A problem I have with accepting Dave’s view is that it allows the person making 
a claim to not be subject to scrutiny,  Because, well, they feel that way so it 
must be true.   That there is some point at which precision impedes accuracy.  
It is a recipe for the proliferation of cult leaders.

> On May 17, 2022, at 7:55 AM, glen <[email protected]> wrote:
> 
> Right. This is why the wet monkey theory (along with many other false but 
> useful for manipulation heuristics) fails to capture anything important about 
> "groupthink". We can re-orient Dave's no-largest-model objection toward any 
> just-so manipulative rhetoric. Of course the choice of language biases the 
> description written in it! Sheesh. And, yes, it's important to make that 
> clear to any novice entering whatever domain. Pluralism (or parallax) of 
> languages is one mitigation tactic. But another common one is basic 
> error-checking, the social process of saying out loud your construction and 
> listening as others criticize, deconstruct, or outright ridicule it. Spend 
> too much time stewing in your own juices and your constructs become private. 
> Spend too much time socializing with those who agree and your constructs 
> become groupthink. Nick likes to say he's grateful for anyone who reads his 
> writing. But the actual good faith action is to criticize it. Reading it is 
> like nodding politely with the occasional "ah", "yes", "uh-huh" while someone 
> tells you their boring story. Engagement is the real objective. Reading is a 
> mere means to that end. And disagreement is demonstrative engagement.
> 
> But [dis]agreement isn't well-covered by "contrarian", "oppositional", or 
> "adversarial". Dualism is just one form of foundationalism. Monism < dualism 
> < trialism < quadrialism < ?. 4 forces? 17 objects? 3 types of object? Who 
> cares? Those particular numbers are schematic in the larger discipline of 
> disagreement. The foundation is important. But getting hung up on the 
> particular number/value misses the forest for the trees. Arguing over the 
> number of things in the foundation is akin to arguing about the meanings of 
> words. In the spirit of "not even wrong", it's not even sophistry.
> 
>> On 5/16/22 14:41, Marcus Daniels wrote:
>> Glen writes:
>> < Of course, we *could* be working our way into a fictitious corner. (E.g. 
>> the just-so story of the wet monkey thing 
>> <https://www.patheos.com/blogs/unreasonablefaith/2009/08/wet-monkey-theory/>,
>>  where all the kids who believe in the ability of formalism(s) to capture 
>> the world are simply thinking inside the box.) But what's the likelihood of 
>> that? I claim vanishingly small. >
>> Using the Standard Model, applied physicists and engineers build careers and 
>> do useful work.   Are they thinking in a box?   Perhaps.  But there are also 
>> physicists who are obsessed with poking holes in it and generalizing it.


**Problem description:** Leaving out every picture, output the records below exactly as they are.

[Dataset rows about figures]
------------------------------------------------------------
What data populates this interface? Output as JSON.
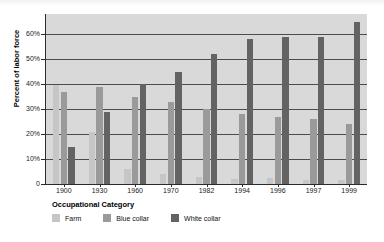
{
  "top_banner": {
    "ghost_text": ""
  },
  "legend": {
    "title": "Occupational Category",
    "items": [
      {
        "label": "Farm",
        "color": "#c6c6c6",
        "key": "farm"
      },
      {
        "label": "Blue collar",
        "color": "#9a9a9a",
        "key": "blue"
      },
      {
        "label": "White collar",
        "color": "#636363",
        "key": "white"
      }
    ]
  },
  "chart_data": {
    "type": "bar",
    "title": "",
    "xlabel": "",
    "ylabel": "Percent of labor force",
    "categories": [
      "1900",
      "1930",
      "1960",
      "1970",
      "1982",
      "1994",
      "1996",
      "1997",
      "1999"
    ],
    "series": [
      {
        "name": "Farm",
        "color": "#c6c6c6",
        "values": [
          39.5,
          21.0,
          6.0,
          4.0,
          2.8,
          2.0,
          2.3,
          1.8,
          1.8
        ]
      },
      {
        "name": "Blue collar",
        "color": "#9a9a9a",
        "values": [
          37.0,
          39.0,
          35.0,
          33.0,
          30.0,
          28.0,
          27.0,
          26.0,
          24.0
        ]
      },
      {
        "name": "White collar",
        "color": "#636363",
        "values": [
          15.0,
          29.0,
          40.0,
          45.0,
          52.0,
          58.0,
          59.0,
          59.0,
          65.0
        ]
      }
    ],
    "ylim": [
      0,
      68
    ],
    "yticks": [
      0,
      10,
      20,
      30,
      40,
      50,
      60
    ],
    "ytick_labels": [
      "0",
      "10%",
      "20%",
      "30%",
      "40%",
      "50%",
      "60%"
    ],
    "grid": "horizontal",
    "legend_position": "bottom-left",
    "plot_background": "#d9d9d9"
  }
}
------------------------------------------------------------
**Exercise result:**
What data populates this interface? Output as JSON.
{
  "top_banner": {
    "ghost_text": ""
  },
  "legend": {
    "title": "Occupational Category",
    "items": [
      {
        "label": "Farm",
        "color": "#c6c6c6",
        "key": "farm"
      },
      {
        "label": "Blue collar",
        "color": "#9a9a9a",
        "key": "blue"
      },
      {
        "label": "White collar",
        "color": "#636363",
        "key": "white"
      }
    ]
  },
  "chart_data": {
    "type": "bar",
    "title": "",
    "xlabel": "",
    "ylabel": "Percent of labor force",
    "categories": [
      "1900",
      "1930",
      "1960",
      "1970",
      "1982",
      "1994",
      "1996",
      "1997",
      "1999"
    ],
    "series": [
      {
        "name": "Farm",
        "color": "#c6c6c6",
        "values": [
          39.5,
          21.0,
          6.0,
          4.0,
          2.8,
          2.0,
          2.3,
          1.8,
          1.8
        ]
      },
      {
        "name": "Blue collar",
        "color": "#9a9a9a",
        "values": [
          37.0,
          39.0,
          35.0,
          33.0,
          30.0,
          28.0,
          27.0,
          26.0,
          24.0
        ]
      },
      {
        "name": "White collar",
        "color": "#636363",
        "values": [
          15.0,
          29.0,
          40.0,
          45.0,
          52.0,
          58.0,
          59.0,
          59.0,
          65.0
        ]
      }
    ],
    "ylim": [
      0,
      68
    ],
    "yticks": [
      0,
      10,
      20,
      30,
      40,
      50,
      60
    ],
    "ytick_labels": [
      "0",
      "10%",
      "20%",
      "30%",
      "40%",
      "50%",
      "60%"
    ],
    "grid": "horizontal",
    "legend_position": "bottom-left",
    "plot_background": "#d9d9d9"
  }
}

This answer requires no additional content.